Pussycat in Memory of Darkness
Neda Nezhdana’s play is a world: not simply a map of pain and war footage. Both essential and in the mesmerising Kristin Millward’s and Polly Creed’s hands, with this team, it’s almost a compulsory visit.
At just 45 minutes, a delightfully adapted fairy-tale, adapted in its turn. Bisola Aalbi’s rewrite is a lively, timely take on a silent culture war to make people of all ages think again.
In exquisitely caught Newfoundland accents, Bryony Miller and Joseph Potter craft a hypnotic, unfamiliar, unforgettable world in David French’s gaunt lyric of a love-song. Their chemistry’s palpable.
SAP will endure as both a superb play and key witness in a struggle for acceptance, to be heard. See it.
Essential theatre. Five singer-actors, memorably punchy music, witty and heartbreaking – most of all groundbreaking – storytelling. 90 minutes of this and you’ll know just what to do with the patriarchy.
Its qualities are extraordinary, that of a Greek tragedy on Prozac performed by St Trinian’s. Prozac Nation’s referenced, but Polly Stenham’s point is how parental damage numbs you out of feeling anything at the right time, with displacement activities chateau-bottled around a bed. Yet it is, of course, very funny. An outstanding revival, given extra intensity by the staging; an intimacy so palpable you both flinch and laugh at the same moment.

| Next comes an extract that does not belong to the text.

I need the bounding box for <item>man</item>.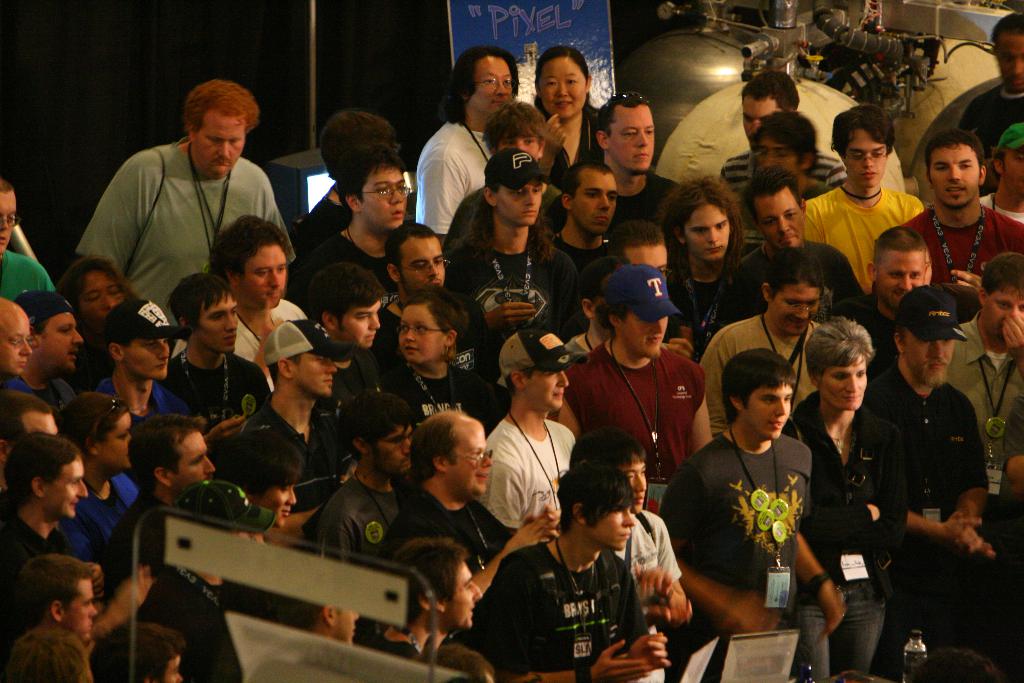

Though not the ordinary made phenomenal, Alexander Zeldin’s touchstone, it’s an outstanding personally-inflected testament and striking advance.
It’s as if a decade’s experiment has altered this headlong, mind-rippling play. Returning to the National Theatre after 11 years, Lucy Prebble’s 2012 The Effect directed by Jamie Lloyd now comes out bigger than ever, one of the finest 21st century British plays, questioning identity and emotion under the effect of drugs, placebos, what we imagine ourselves into. What, in fact, the imaginary of love is.

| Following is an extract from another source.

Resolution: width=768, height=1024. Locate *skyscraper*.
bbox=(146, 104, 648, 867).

The Good Dad (A Love Story), The Mitfords
Now a superb double-bill, and makes a compelling case for these two shows to be yoked together, with their intertwining of family, sisterhood, abuse and terrible consequences.
Wiebke Green possesses the measure and tempo as well as delicacy of Bjorn Vik’s work. An exquisite gem worth seeing more than many larger, longer, louder shows.
Naomi Wallace and actor Mark Provinelli inhabit this gestural giant with wit, sympathy, rage and an agency burning up centuries between. It’s profoundly moving too, speaks to our condition of techno-serfdom, new slavery, discrimination everywhere. The packed audience are never sure who might be picked on next, but delight in the calling-out. Superb.
It’s understated, there’s no howl here no explosive projections about what this half-life must be like. The fade here though is like a quiet cheer, as something might be salvaged as terrible things are left behind. Do see it.
An absorbing play, as breathtaking as one of its surfing epiphanies. The Swell will break over your head. Let it. You’ll come up for air changed. A small masterpiece.
James tears into Williams impelling the final scene with classic ferocity, though ending on a question-mark. Both exquisitely pointed, and glaring with pulsing, contained energy, the effect’s like a journey to the edge of a long night. A triumphant opening to the 2023 Chichester season.
Stephanie Mohr’s adaptation is a remarkable manifestation (no other word seems more apt) of the Charlotte Perkins Gilman short story The Yellow Wallpaper, an important realisation of a key feminist awakening. It’s good enough for you not to want it depicted in any other way.
Tiny Tim’s Christmas Carol triumphs as easily the best junior take on this classic I’ve ever seen.
After his breakthrough Rainer, much is expected of Max Wilkinson. Here he dazzles in depth with a fable of the limits of human agency, and conscience. Do see it.
Here though, Rabiah Hussain’s greatest strengths are allied to an excoriating sense of the limits of first language, how it colonises, even destroys mother tongues, and marginalises, even imprisons those who buck the monolinguistic norm. Hussain’s poised for remarkable things.
An essential play so rich in its one-hour-forty you emerge dazed with possibilities. Director Katie Posner hopes it’ll change you. So do I.